The silence in the pavilion was heavy. They looked at him with new eyes—not as a savior who arrived late, but as a general who had commanded a devastating, sacrificial battlefield. The respect Gen felt was cold and hard, forged in the understanding of a ruthless, real-world logic he had only glimpsed before. *Power isn't just for winning duels,* Gen thought, a grim resolution crystallizing in his heart. *It's for setting the terms. Like the Bliss Palace Lord tried to do. Like Ting just did. To protect what matters, you need the power to dictate the flow of events, not just react to them.*

 

"Over the coming months," Ting continued, "do not be surprised if other schools, other bastions of the old ways, are similarly tested or toppled. The architect of this shift did not begin his work yesterday. He has been patient, building his foundation in the dark, waiting for the right moment.

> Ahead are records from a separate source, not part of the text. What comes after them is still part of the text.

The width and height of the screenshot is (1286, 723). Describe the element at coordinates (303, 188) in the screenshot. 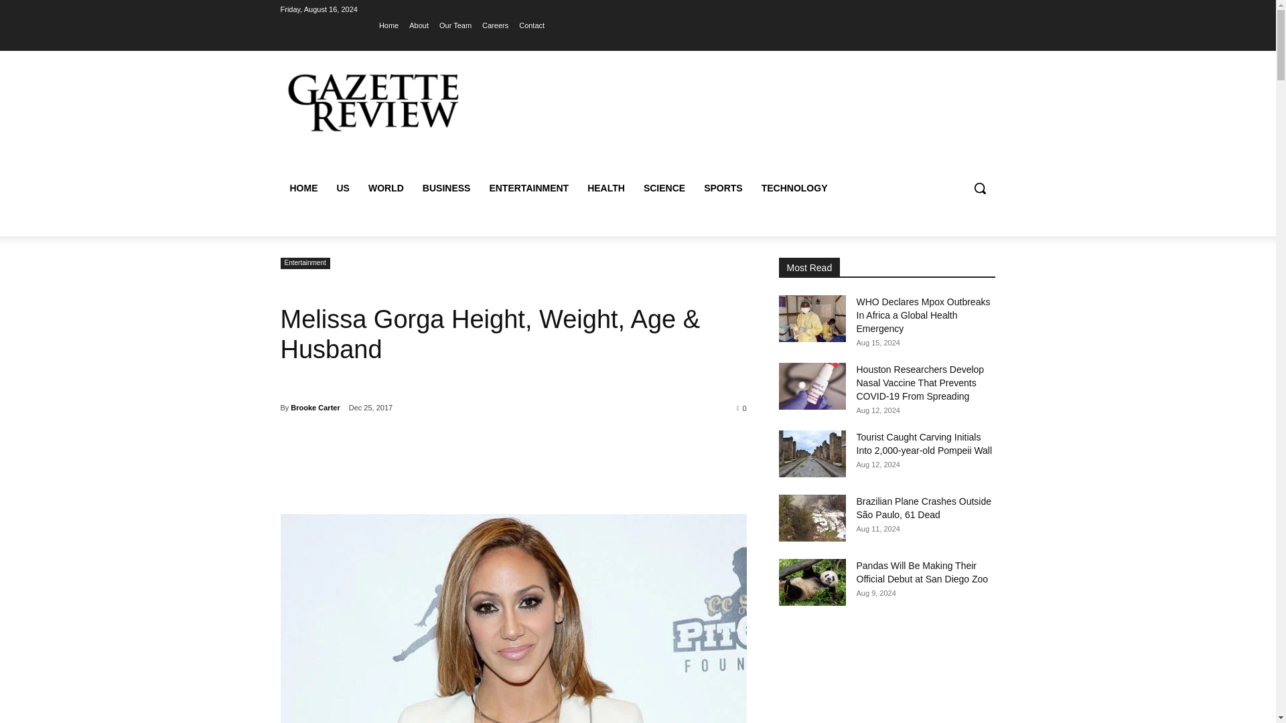

I see `HOME` at that location.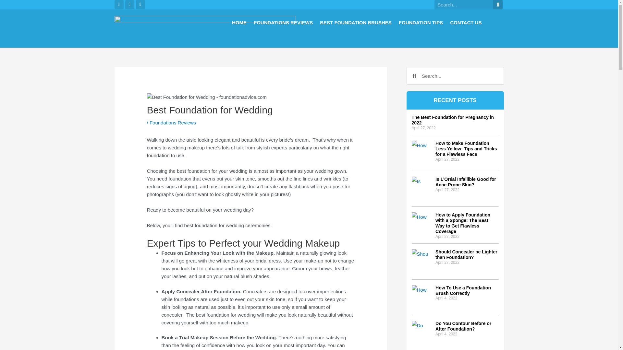 This screenshot has width=623, height=350. What do you see at coordinates (239, 22) in the screenshot?
I see `HOME` at bounding box center [239, 22].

He waited for the pillar of the world to fall, so his new order could rise from the chaos."

 

Liang, his hands clasped tightly, asked the question they all dreaded. "Master Ting… what is this 'new way'? What do they offer that turns people like Yuan?"

 

A shadow passed over Ting's face, deep and troubled. He was silent for a long moment. "Some truths," he said finally, his voice barely above a whisper, "are doors best left unopened until you are strong enough to face what lies behind them. To speak of it is to risk its poison. Suffice to say, it is a path that promises power without the struggle of understanding, dominion without the burden of harmony. It is a shortcut that leads off a cliff."

 

He straightened, the moment of darkness passing. "We cannot stay. You will all gather your things. We travel to the Four Kingdoms."

 

The elders stirred, surprised. "The Four Kingdoms? But the political turmoil there—"

 

"It is the eye of the gathering storm," Ting stated. "There, I will part ways with you for a time. Madame Su, Liang and Gen will continue their original journey. The rest of you— Li Fen, Kaito—will come with me and the elders to the Lost Triangle Mountain."

 

A collective shock ran through the group, especially the elders. "The Lost Triangle?" Elder Huan breathed. "The myth? The sanctuary that vanishes?"

 

"I have a friend there," Ting said, a faint, unreadable smile touching his lips. "A rather stubborn one."

 

But Gen, watching closely, saw the look that passed between Ting and Madame Su. It wasn't just the look of people discussing a mysterious ally. It was tinged with a deep, personal worry, a shared history of concern. This was more than a strategic retreat.

 

After the plans were laid and the others began to file out, numb but resolved, Ting spoke again. "Gen. A moment, please."

 

The others left, leaving Gen alone in the serene pavilion with the most powerful man he had ever met, who had, until hours ago, been his clumsy broom-teacher. The quiet between them was immense.